I can think of two ways to handle it, either have your program handle 1 Subject at a time (with the up to 9 connections) or have it do something like 5 (or whatever number is optimal for you) Subjects at a time, but when a Subject is processing it does things sequentially (not 5 Subjects at a time with 9 connections each). I know in the newer versions of VS (I think it was added in .Net 4.5) there's the new Tasks objects (System.Threading.Tasks) which is threaded and is meant to allow 1 or more tasks to be running at a time which may give you an easy way to have, say, 5 Subjects running at a time and when 1 Subject finishes it fires off the next Task (the next Subject) from the queue until they all complete, I think it even allows you to add more tasks to the queue while it's running, I'm not sure though, haven't actually used Tasks yet.
 
What version of VS are you using for this?

I can think of two ways to handle it, either have your program handle 1 Subject at a time (with the up to 9 connections) or have it do something like 5 (or whatever number is optimal for you) Subjects at a time, but when a Subject is processing it does things sequentially (not 5 Subjects at a time with 9 connections each).
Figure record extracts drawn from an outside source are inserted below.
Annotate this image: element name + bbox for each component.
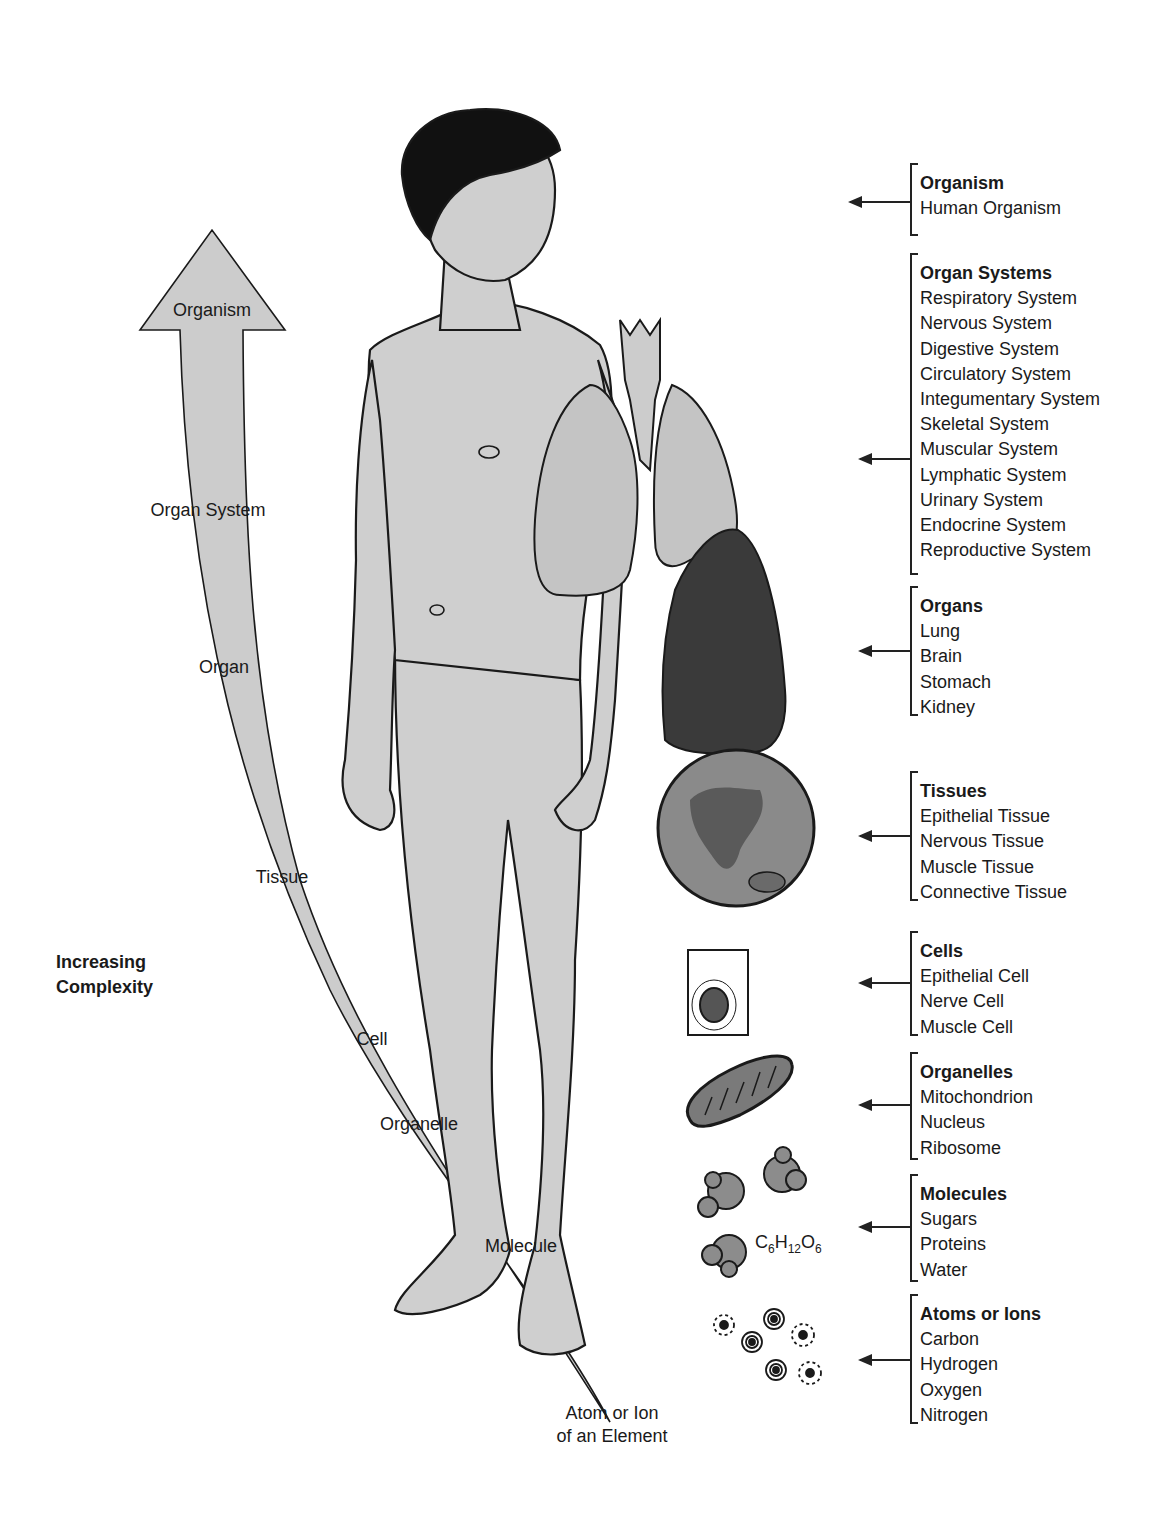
human-figure	[343, 109, 630, 1354]
level-item: Lymphatic System	[920, 463, 1100, 488]
pointer-arrow-icon	[860, 1226, 910, 1228]
arrow-label-cell: Cell	[356, 1029, 387, 1049]
increasing-complexity-label: Increasing Complexity	[56, 950, 153, 1000]
level-title: Organs	[920, 594, 991, 619]
tissue-illustration	[658, 750, 814, 906]
mitochondrion-illustration	[687, 1056, 792, 1126]
level-items: CellsEpithelial CellNerve CellMuscle Cel…	[920, 939, 1029, 1040]
pointer-arrow-icon	[850, 201, 910, 203]
bracket	[910, 771, 918, 901]
level-item: Kidney	[920, 695, 991, 720]
level-items: Atoms or IonsCarbonHydrogenOxygenNitroge…	[920, 1302, 1041, 1428]
level-items: OrganismHuman Organism	[920, 171, 1061, 221]
level-item: Urinary System	[920, 488, 1100, 513]
pointer-arrow-icon	[860, 1359, 910, 1361]
level-item: Proteins	[920, 1232, 1007, 1257]
level-item: Stomach	[920, 670, 991, 695]
level-item: Nervous Tissue	[920, 829, 1067, 854]
level-item: Human Organism	[920, 196, 1061, 221]
level-title: Tissues	[920, 779, 1067, 804]
level-item: Circulatory System	[920, 362, 1100, 387]
pointer-arrow-icon	[860, 982, 910, 984]
formula-oxygen: O	[801, 1232, 815, 1252]
level-item: Epithelial Cell	[920, 964, 1029, 989]
arrow-base-label-line1: Atom or Ion	[556, 1402, 667, 1425]
level-item: Muscle Tissue	[920, 855, 1067, 880]
level-item: Ribosome	[920, 1136, 1033, 1161]
arrow-label-organelle: Organelle	[380, 1114, 458, 1134]
level-item: Digestive System	[920, 337, 1100, 362]
arrow-label-organ: Organ	[199, 657, 249, 677]
level-item: Respiratory System	[920, 286, 1100, 311]
level-items: Organ SystemsRespiratory SystemNervous S…	[920, 261, 1100, 563]
level-title: Atoms or Ions	[920, 1302, 1041, 1327]
glucose-formula: C6H12O6	[755, 1232, 822, 1256]
level-item: Carbon	[920, 1327, 1041, 1352]
level-items: OrganellesMitochondrionNucleusRibosome	[920, 1060, 1033, 1161]
level-item: Brain	[920, 644, 991, 669]
level-title: Organelles	[920, 1060, 1033, 1085]
arrow-label-tissue: Tissue	[256, 867, 308, 887]
level-item: Mitochondrion	[920, 1085, 1033, 1110]
level-title: Cells	[920, 939, 1029, 964]
level-item: Muscular System	[920, 437, 1100, 462]
bracket	[910, 1052, 918, 1160]
level-item: Nitrogen	[920, 1403, 1041, 1428]
formula-oxygen-count: 6	[815, 1242, 822, 1256]
level-item: Skeletal System	[920, 412, 1100, 437]
level-item: Endocrine System	[920, 513, 1100, 538]
pointer-arrow-icon	[860, 458, 910, 460]
arrow-base-label: Atom or Ion of an Element	[556, 1402, 667, 1448]
atoms-illustration	[714, 1309, 821, 1384]
molecules-illustration	[698, 1147, 806, 1277]
level-item: Nucleus	[920, 1110, 1033, 1135]
bracket	[910, 163, 918, 236]
level-item: Integumentary System	[920, 387, 1100, 412]
level-item: Hydrogen	[920, 1352, 1041, 1377]
level-item: Lung	[920, 619, 991, 644]
formula-hydrogen: H	[775, 1232, 788, 1252]
arrow-label-organism: Organism	[173, 300, 251, 320]
bracket	[910, 1294, 918, 1424]
arrow-base-label-line2: of an Element	[556, 1425, 667, 1448]
formula-carbon-count: 6	[768, 1242, 775, 1256]
level-item: Nervous System	[920, 311, 1100, 336]
level-title: Organ Systems	[920, 261, 1100, 286]
formula-hydrogen-count: 12	[788, 1242, 801, 1256]
level-item: Sugars	[920, 1207, 1007, 1232]
level-item: Oxygen	[920, 1378, 1041, 1403]
level-item: Epithelial Tissue	[920, 804, 1067, 829]
level-item: Water	[920, 1258, 1007, 1283]
level-item: Connective Tissue	[920, 880, 1067, 905]
pointer-arrow-icon	[860, 650, 910, 652]
level-items: OrgansLungBrainStomachKidney	[920, 594, 991, 720]
level-item: Reproductive System	[920, 538, 1100, 563]
level-title: Molecules	[920, 1182, 1007, 1207]
level-title: Organism	[920, 171, 1061, 196]
bracket	[910, 1174, 918, 1282]
illustration	[0, 0, 1165, 1514]
arrow-label-organ-system: Organ System	[150, 500, 265, 520]
formula-carbon: C	[755, 1232, 768, 1252]
level-items: MoleculesSugarsProteinsWater	[920, 1182, 1007, 1283]
level-item: Nerve Cell	[920, 989, 1029, 1014]
pointer-arrow-icon	[860, 835, 910, 837]
arrow-label-molecule: Molecule	[485, 1236, 557, 1256]
bracket	[910, 253, 918, 575]
cell-illustration	[688, 950, 748, 1035]
bracket	[910, 931, 918, 1036]
pointer-arrow-icon	[860, 1104, 910, 1106]
level-item: Muscle Cell	[920, 1015, 1029, 1040]
increasing-complexity-line2: Complexity	[56, 975, 153, 1000]
increasing-complexity-line1: Increasing	[56, 950, 153, 975]
bracket	[910, 586, 918, 716]
level-items: TissuesEpithelial TissueNervous TissueMu…	[920, 779, 1067, 905]
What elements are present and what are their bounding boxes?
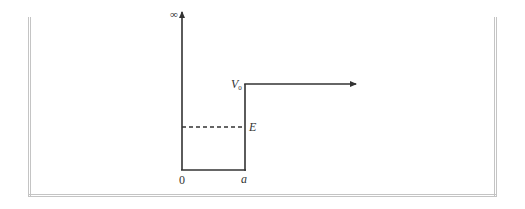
energy-label: E	[249, 121, 256, 133]
v0-label: V0	[231, 78, 242, 92]
potential-diagram	[0, 0, 525, 209]
width-a-label: a	[241, 173, 247, 185]
infinity-label: ∞	[170, 9, 178, 20]
origin-label: 0	[179, 174, 185, 186]
v0-label-subscript: 0	[238, 84, 242, 92]
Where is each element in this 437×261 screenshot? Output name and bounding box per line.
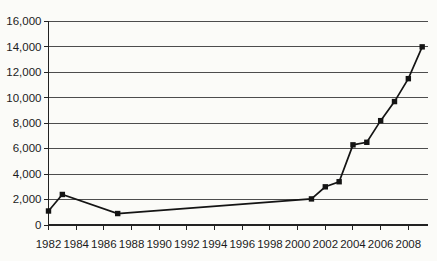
x-tick-label: 2004 [340,238,366,250]
x-tick-label: 2002 [313,238,339,250]
x-tick-label: 1984 [63,238,89,250]
data-point-marker [378,118,383,123]
data-point-marker [115,211,120,216]
y-tick-label: 16,000 [6,15,41,27]
data-point-marker [336,179,341,184]
y-tick-label: 12,000 [6,66,41,78]
x-tick-label: 2008 [396,238,422,250]
x-tick-label: 1982 [36,238,62,250]
y-tick-label: 0 [35,219,41,231]
data-point-marker [392,99,397,104]
y-tick-label: 6,000 [13,142,42,154]
y-tick-label: 14,000 [6,41,41,53]
x-tick-label: 1998 [257,238,283,250]
data-point-marker [60,192,65,197]
x-tick-label: 1996 [229,238,255,250]
data-point-marker [309,196,314,201]
y-tick-label: 4,000 [13,168,42,180]
data-point-marker [323,184,328,189]
data-point-marker [419,44,424,49]
data-point-marker [350,142,355,147]
x-tick-label: 1986 [91,238,117,250]
data-point-marker [46,208,51,213]
x-tick-label: 2000 [285,238,311,250]
data-point-marker [406,76,411,81]
line-chart-figure: 02,0004,0006,0008,00010,00012,00014,0001… [0,0,437,261]
y-tick-label: 10,000 [6,92,41,104]
line-chart: 02,0004,0006,0008,00010,00012,00014,0001… [0,0,437,261]
y-tick-label: 2,000 [13,193,42,205]
x-tick-label: 1994 [202,238,228,250]
x-tick-label: 1988 [119,238,145,250]
x-tick-label: 1990 [146,238,172,250]
chart-background [0,0,437,261]
x-tick-label: 1992 [174,238,200,250]
data-point-marker [364,140,369,145]
x-tick-label: 2006 [368,238,394,250]
y-tick-label: 8,000 [13,117,42,129]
I know in the newer versions of VS (I think it was added in .Net 4.5) there's the new Tasks objects (System.Threading.Tasks) which is threaded and is meant to allow 1 or more tasks to be running at a time which may give you an easy way to have, say, 5 Subjects running at a time and when 1 Subject finishes it fires off the next Task (the next Subject) from the queue until they all complete, I think it even allows you to add more tasks to the queue while it's running, I'm not sure though, haven't actually used Tasks yet.

Thanks for the suggestion. I'm looking at Tasks and think they may be a solution to my problem.

I'm struggling to figure out the logic that would allow me to control the number of tasks running concurrently and starting new tasks when previous ones have completed.